Decision-Theoretic Control of Reasoning: General Theory and an

  • Authors:
  • Stuart Russell;Eric Wefald

  • Affiliations:
  • -;-

  • Venue:
  • Decision-Theoretic Control of Reasoning: General Theory and an
  • Year:
  • 1988

Quantified Score

Hi-index 0.00

Visualization

Abstract

In this paper we outline a general approach to the study of problem-solving, in which search steps are considered decisions in the same sense as actions in the world. Unlike other metrics in the literature, the value of a search step is defined as a real utility rather than as a quasi-utility, and can therefore be computed directly from a model of the base-level problem-solver. We develop a formula for the value of a search step in a game-playing context using the single-step assumption, namely that a computation step can be evaluated as it was the last to be taken. We prove some meta-level theorems that enable the development of a low- overhead algorithm, MGSS, that chooses search steps in order of highest estimated utility. Although we show that the single-step assumption is untenable in general, a program implemented for the game of Othello appears to rival an alpha-beta search with equal node allocations or time allocations. Pruning and search termination subsumes or improve on many other algorithms. Single-agent search, as in the A algorithm, yields a simpler analysis, and we are currently investigating applications of the algorithm developed for this case.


(Exercise prompt): A verbatim copy of all the data is required, minus any images.

START Dataset

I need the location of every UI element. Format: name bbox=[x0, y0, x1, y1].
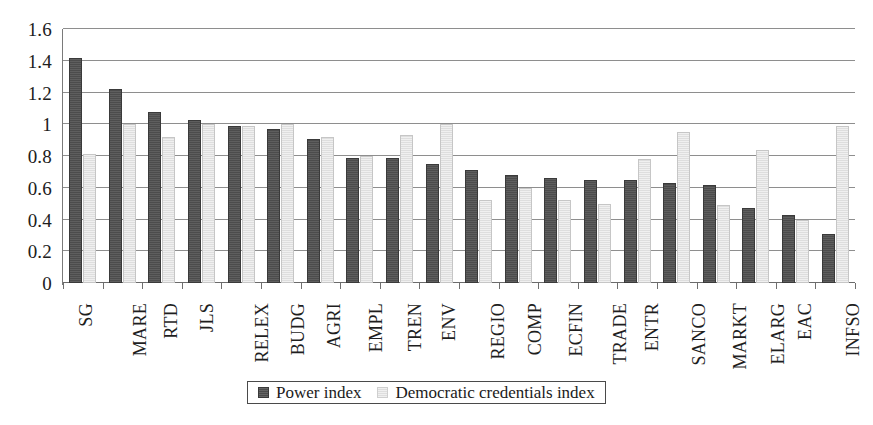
y-axis-tick-label: 1.2 bbox=[28, 84, 52, 103]
bar-power-index bbox=[505, 175, 518, 283]
chart-legend: Power indexDemocratic credentials index bbox=[247, 381, 606, 404]
x-axis-tick bbox=[459, 283, 460, 289]
x-axis-label-slot: INFSO bbox=[815, 290, 855, 376]
x-axis-tick bbox=[182, 283, 183, 289]
x-axis-label-slot: ENTR bbox=[617, 290, 657, 376]
legend-label: Democratic credentials index bbox=[395, 384, 594, 401]
y-axis-tick-label: 0.4 bbox=[28, 211, 52, 230]
x-axis-label-slot: MARE bbox=[103, 290, 143, 376]
x-axis-tick bbox=[855, 283, 856, 289]
bar-group bbox=[182, 29, 222, 283]
x-axis-category-label: ENV bbox=[440, 303, 458, 341]
x-axis-label-slot: SG bbox=[63, 290, 103, 376]
bar-democratic-credentials-index bbox=[440, 124, 453, 283]
bar-democratic-credentials-index bbox=[123, 124, 136, 283]
x-axis-tick bbox=[419, 283, 420, 289]
bar-democratic-credentials-index bbox=[519, 188, 532, 283]
x-axis-category-label: RTD bbox=[162, 303, 180, 339]
bars-layer bbox=[63, 29, 855, 283]
bar-democratic-credentials-index bbox=[400, 135, 413, 283]
bar-democratic-credentials-index bbox=[242, 126, 255, 283]
bar-power-index bbox=[782, 215, 795, 283]
legend-label: Power index bbox=[276, 384, 361, 401]
bar-democratic-credentials-index bbox=[638, 159, 651, 283]
bar-democratic-credentials-index bbox=[677, 132, 690, 283]
y-axis-tick-label: 0 bbox=[42, 274, 52, 293]
bar-group bbox=[340, 29, 380, 283]
x-axis-label-slot: EAC bbox=[776, 290, 816, 376]
x-axis-label-slot: MARKT bbox=[697, 290, 737, 376]
x-axis-tick bbox=[578, 283, 579, 289]
x-axis-label-slot: RTD bbox=[142, 290, 182, 376]
bar-democratic-credentials-index bbox=[360, 156, 373, 283]
bar-power-index bbox=[148, 112, 161, 283]
bar-power-index bbox=[188, 120, 201, 284]
x-axis-category-label: INFSO bbox=[844, 303, 862, 357]
bar-group bbox=[103, 29, 143, 283]
x-axis-label-slot: TRADE bbox=[578, 290, 618, 376]
legend-entry: Power index bbox=[258, 384, 361, 401]
x-axis-label-slot: RELEX bbox=[221, 290, 261, 376]
x-axis-label-slot: BUDG bbox=[261, 290, 301, 376]
bar-democratic-credentials-index bbox=[836, 126, 849, 283]
x-axis-label-slot: SANCO bbox=[657, 290, 697, 376]
bar-power-index bbox=[624, 180, 637, 283]
bar-democratic-credentials-index bbox=[281, 124, 294, 283]
y-axis: 1.61.41.210.80.60.40.20 bbox=[0, 0, 60, 300]
x-axis-label-slot: JLS bbox=[182, 290, 222, 376]
bar-group bbox=[419, 29, 459, 283]
x-axis-tick bbox=[221, 283, 222, 289]
bar-democratic-credentials-index bbox=[479, 200, 492, 283]
bar-group bbox=[380, 29, 420, 283]
x-axis-label-slot: REGIO bbox=[459, 290, 499, 376]
x-axis-tick bbox=[697, 283, 698, 289]
bar-power-index bbox=[426, 164, 439, 283]
x-axis-tick bbox=[142, 283, 143, 289]
bar-power-index bbox=[267, 129, 280, 283]
bar-group bbox=[538, 29, 578, 283]
y-axis-tick-label: 0.6 bbox=[28, 179, 52, 198]
bar-group bbox=[261, 29, 301, 283]
y-axis-tick-label: 0.2 bbox=[28, 242, 52, 261]
bar-power-index bbox=[307, 139, 320, 283]
bar-power-index bbox=[663, 183, 676, 283]
x-axis-label-slot: ELARG bbox=[736, 290, 776, 376]
bar-democratic-credentials-index bbox=[558, 200, 571, 283]
x-axis-category-label: JLS bbox=[198, 303, 216, 332]
bar-group bbox=[657, 29, 697, 283]
bar-power-index bbox=[465, 170, 478, 283]
legend-swatch-icon bbox=[258, 387, 269, 398]
legend-entry: Democratic credentials index bbox=[377, 384, 594, 401]
bar-power-index bbox=[386, 158, 399, 283]
bar-group bbox=[499, 29, 539, 283]
y-axis-tick-label: 1 bbox=[42, 115, 52, 134]
bar-group bbox=[578, 29, 618, 283]
x-axis-tick bbox=[538, 283, 539, 289]
x-axis-ticks bbox=[63, 283, 855, 290]
x-axis-tick bbox=[617, 283, 618, 289]
bar-power-index bbox=[742, 208, 755, 283]
x-axis-tick bbox=[63, 283, 64, 289]
bar-democratic-credentials-index bbox=[796, 220, 809, 284]
bar-power-index bbox=[584, 180, 597, 283]
bar-group bbox=[736, 29, 776, 283]
bar-power-index bbox=[703, 185, 716, 283]
bar-group bbox=[459, 29, 499, 283]
y-axis-tick-label: 1.6 bbox=[28, 20, 52, 39]
bar-power-index bbox=[822, 234, 835, 283]
bar-group bbox=[221, 29, 261, 283]
y-axis-tick-label: 0.8 bbox=[28, 147, 52, 166]
y-axis-tick-label: 1.4 bbox=[28, 52, 52, 71]
legend-swatch-icon bbox=[377, 387, 388, 398]
bar-group bbox=[617, 29, 657, 283]
x-axis-category-label: EAC bbox=[796, 303, 814, 340]
x-axis-label-slot: COMP bbox=[499, 290, 539, 376]
x-axis-labels: SGMARERTDJLSRELEXBUDGAGRIEMPLTRENENVREGI… bbox=[63, 290, 855, 376]
bar-democratic-credentials-index bbox=[598, 204, 611, 283]
bar-power-index bbox=[228, 126, 241, 283]
bar-power-index bbox=[544, 178, 557, 283]
plot-area bbox=[63, 29, 855, 283]
bar-group bbox=[776, 29, 816, 283]
x-axis-tick bbox=[301, 283, 302, 289]
x-axis-tick bbox=[380, 283, 381, 289]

END Dataset

(Reply):
I need the location of every UI element. Format: name bbox=[x0, y0, x1, y1].
y-axis-tick-label: 1.2 bbox=[28, 84, 52, 103]
bar-power-index bbox=[505, 175, 518, 283]
chart-legend: Power indexDemocratic credentials index bbox=[247, 381, 606, 404]
x-axis-tick bbox=[459, 283, 460, 289]
x-axis-label-slot: INFSO bbox=[815, 290, 855, 376]
x-axis-tick bbox=[182, 283, 183, 289]
x-axis-label-slot: ENTR bbox=[617, 290, 657, 376]
legend-label: Democratic credentials index bbox=[395, 384, 594, 401]
y-axis-tick-label: 0.4 bbox=[28, 211, 52, 230]
x-axis-label-slot: MARE bbox=[103, 290, 143, 376]
x-axis-tick bbox=[855, 283, 856, 289]
bar-group bbox=[182, 29, 222, 283]
x-axis-category-label: ENV bbox=[440, 303, 458, 341]
x-axis-label-slot: SG bbox=[63, 290, 103, 376]
bar-democratic-credentials-index bbox=[440, 124, 453, 283]
bar-democratic-credentials-index bbox=[123, 124, 136, 283]
x-axis-tick bbox=[419, 283, 420, 289]
bar-democratic-credentials-index bbox=[519, 188, 532, 283]
x-axis-category-label: RTD bbox=[162, 303, 180, 339]
bars-layer bbox=[63, 29, 855, 283]
bar-democratic-credentials-index bbox=[400, 135, 413, 283]
bar-democratic-credentials-index bbox=[242, 126, 255, 283]
bar-power-index bbox=[782, 215, 795, 283]
legend-label: Power index bbox=[276, 384, 361, 401]
bar-democratic-credentials-index bbox=[638, 159, 651, 283]
bar-democratic-credentials-index bbox=[677, 132, 690, 283]
y-axis-tick-label: 0 bbox=[42, 274, 52, 293]
bar-group bbox=[340, 29, 380, 283]
x-axis-label-slot: EAC bbox=[776, 290, 816, 376]
x-axis-label-slot: MARKT bbox=[697, 290, 737, 376]
x-axis-tick bbox=[578, 283, 579, 289]
x-axis-label-slot: RTD bbox=[142, 290, 182, 376]
bar-democratic-credentials-index bbox=[360, 156, 373, 283]
bar-power-index bbox=[148, 112, 161, 283]
bar-power-index bbox=[188, 120, 201, 284]
x-axis-category-label: INFSO bbox=[844, 303, 862, 357]
bar-group bbox=[103, 29, 143, 283]
x-axis-label-slot: TRADE bbox=[578, 290, 618, 376]
legend-entry: Power index bbox=[258, 384, 361, 401]
x-axis-label-slot: RELEX bbox=[221, 290, 261, 376]
x-axis-label-slot: BUDG bbox=[261, 290, 301, 376]
bar-democratic-credentials-index bbox=[836, 126, 849, 283]
x-axis-label-slot: SANCO bbox=[657, 290, 697, 376]
bar-power-index bbox=[624, 180, 637, 283]
bar-democratic-credentials-index bbox=[281, 124, 294, 283]
y-axis: 1.61.41.210.80.60.40.20 bbox=[0, 0, 60, 300]
x-axis-label-slot: JLS bbox=[182, 290, 222, 376]
bar-group bbox=[419, 29, 459, 283]
x-axis-tick bbox=[221, 283, 222, 289]
bar-democratic-credentials-index bbox=[479, 200, 492, 283]
bar-group bbox=[380, 29, 420, 283]
x-axis-label-slot: REGIO bbox=[459, 290, 499, 376]
x-axis-tick bbox=[697, 283, 698, 289]
bar-power-index bbox=[426, 164, 439, 283]
x-axis-tick bbox=[142, 283, 143, 289]
bar-power-index bbox=[267, 129, 280, 283]
bar-group bbox=[538, 29, 578, 283]
y-axis-tick-label: 0.6 bbox=[28, 179, 52, 198]
bar-group bbox=[261, 29, 301, 283]
y-axis-tick-label: 0.2 bbox=[28, 242, 52, 261]
bar-power-index bbox=[307, 139, 320, 283]
bar-power-index bbox=[663, 183, 676, 283]
x-axis-label-slot: ELARG bbox=[736, 290, 776, 376]
bar-democratic-credentials-index bbox=[558, 200, 571, 283]
x-axis-category-label: JLS bbox=[198, 303, 216, 332]
bar-group bbox=[657, 29, 697, 283]
bar-power-index bbox=[465, 170, 478, 283]
legend-swatch-icon bbox=[258, 387, 269, 398]
legend-entry: Democratic credentials index bbox=[377, 384, 594, 401]
bar-power-index bbox=[386, 158, 399, 283]
bar-group bbox=[499, 29, 539, 283]
y-axis-tick-label: 1 bbox=[42, 115, 52, 134]
bar-group bbox=[578, 29, 618, 283]
x-axis-tick bbox=[538, 283, 539, 289]
x-axis-ticks bbox=[63, 283, 855, 290]
x-axis-tick bbox=[617, 283, 618, 289]
bar-power-index bbox=[742, 208, 755, 283]
x-axis-tick bbox=[63, 283, 64, 289]
bar-democratic-credentials-index bbox=[796, 220, 809, 284]
bar-power-index bbox=[584, 180, 597, 283]
bar-group bbox=[736, 29, 776, 283]
bar-power-index bbox=[703, 185, 716, 283]
bar-group bbox=[459, 29, 499, 283]
y-axis-tick-label: 1.6 bbox=[28, 20, 52, 39]
bar-power-index bbox=[822, 234, 835, 283]
bar-group bbox=[221, 29, 261, 283]
y-axis-tick-label: 0.8 bbox=[28, 147, 52, 166]
y-axis-tick-label: 1.4 bbox=[28, 52, 52, 71]
legend-swatch-icon bbox=[377, 387, 388, 398]
bar-group bbox=[617, 29, 657, 283]
x-axis-category-label: EAC bbox=[796, 303, 814, 340]
x-axis-label-slot: COMP bbox=[499, 290, 539, 376]
x-axis-labels: SGMARERTDJLSRELEXBUDGAGRIEMPLTRENENVREGI… bbox=[63, 290, 855, 376]
bar-democratic-credentials-index bbox=[598, 204, 611, 283]
bar-power-index bbox=[228, 126, 241, 283]
bar-power-index bbox=[544, 178, 557, 283]
plot-area bbox=[63, 29, 855, 283]
bar-group bbox=[776, 29, 816, 283]
x-axis-tick bbox=[301, 283, 302, 289]
x-axis-tick bbox=[380, 283, 381, 289]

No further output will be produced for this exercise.